LTC Properties has acquired two senior housing operating properties in Colorado and New Mexico for $73 million, expanding a fast-built platform that is becoming central to the REIT’s growth plan. The assets will remain managed by MorningStar Senior Living, an existing operating partner, and the deal closed at an initial cap rate of about 7%, funded through at-the-market equity issuance.
The transaction is small by public REIT standards, but it says a great deal about where LTC wants its earnings mix to go. Since launching its SHOP platform in May 2025, the company has assembled 36 properties that now account for 34% of gross real estate investments. That is a meaningful shift away from the steadier but lower-upside economics of triple-net leases and toward structures where LTC participates more directly in property-level performance.
That choice carries risk. SHOP assets expose landlords to labor inflation, occupancy swings, and operator execution in ways traditional leases do not. But they also offer a cleaner route to capture the recovery in senior housing fundamentals, particularly in markets where new supply remains constrained and rate growth has held up better than many health care subsectors. A 7% cap rate with a projected low- to mid-teens unlevered IRR suggests LTC is underwriting not just current cash flow, but operational improvement.
The off-market sourcing matters as much as the price. In a crowded hunt for private senior housing assets, proprietary access can preserve returns that auctions often compress away. LTC is also using equity rather than incremental debt, a notable signal at a time when balance sheet flexibility still carries a premium across real estate.
Acquire.fyi data shows business-and-finance deal volume is up 10.6% year to date, even as median deal size in the sector has slipped 10.7%. That pattern fits LTC’s move. Buyers are still transacting, but many are favoring targeted, digestible acquisitions over balance-sheet-stretching bets.
For LTC, the question is no longer whether to build SHOP scale. It is how quickly it can do so without importing too much operating volatility. If occupancy keeps improving, this looks disciplined. If labor costs reaccelerate, the margin for error narrows fast.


### YOUR ASSIGNMENT
The answer must be an exact copy of the records, with every picture left out.

● ● ● ●

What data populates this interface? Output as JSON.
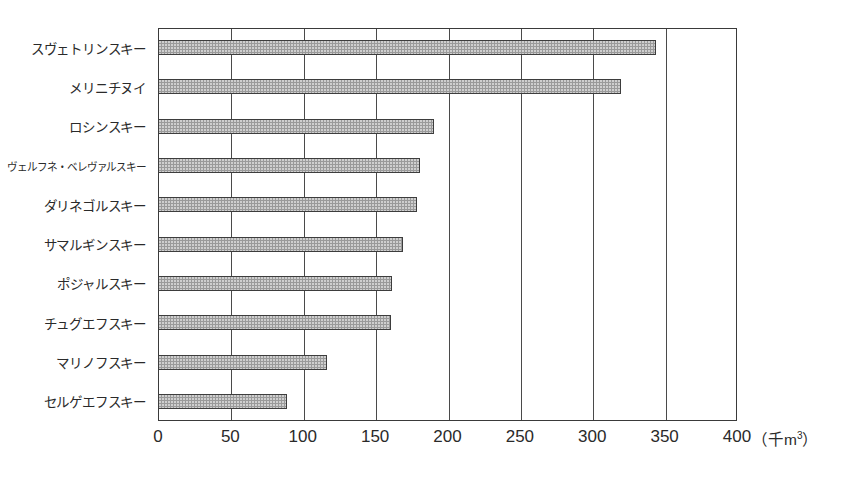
{
  "chart_data": {
    "type": "bar",
    "orientation": "horizontal",
    "title": "",
    "xlabel": "(千m³)",
    "ylabel": "",
    "xlim": [
      0,
      400
    ],
    "xticks": [
      0,
      50,
      100,
      150,
      200,
      250,
      300,
      350,
      400
    ],
    "grid": true,
    "legend": null,
    "categories": [
      "スヴェトリンスキー",
      "メリニチヌイ",
      "ロシンスキー",
      "ヴェルフネ・ベレヴァルスキー",
      "ダリネゴルスキー",
      "サマルギンスキー",
      "ポジャルスキー",
      "チュグエフスキー",
      "マリノフスキー",
      "セルゲエフスキー"
    ],
    "values": [
      344,
      320,
      191,
      181,
      179,
      169,
      162,
      161,
      117,
      89
    ],
    "unit": "千m3",
    "bar_fill": "#9a9a9a",
    "bar_border": "#3d3d3d",
    "axis_color": "#3a3a3a",
    "grid_color": "#4a4a4a",
    "background": "#ffffff"
  }
}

● ● ● ●

### RESULT
What data populates this interface? Output as JSON.
{
  "chart_data": {
    "type": "bar",
    "orientation": "horizontal",
    "title": "",
    "xlabel": "(千m³)",
    "ylabel": "",
    "xlim": [
      0,
      400
    ],
    "xticks": [
      0,
      50,
      100,
      150,
      200,
      250,
      300,
      350,
      400
    ],
    "grid": true,
    "legend": null,
    "categories": [
      "スヴェトリンスキー",
      "メリニチヌイ",
      "ロシンスキー",
      "ヴェルフネ・ベレヴァルスキー",
      "ダリネゴルスキー",
      "サマルギンスキー",
      "ポジャルスキー",
      "チュグエフスキー",
      "マリノフスキー",
      "セルゲエフスキー"
    ],
    "values": [
      344,
      320,
      191,
      181,
      179,
      169,
      162,
      161,
      117,
      89
    ],
    "unit": "千m3",
    "bar_fill": "#9a9a9a",
    "bar_border": "#3d3d3d",
    "axis_color": "#3a3a3a",
    "grid_color": "#4a4a4a",
    "background": "#ffffff"
  }
}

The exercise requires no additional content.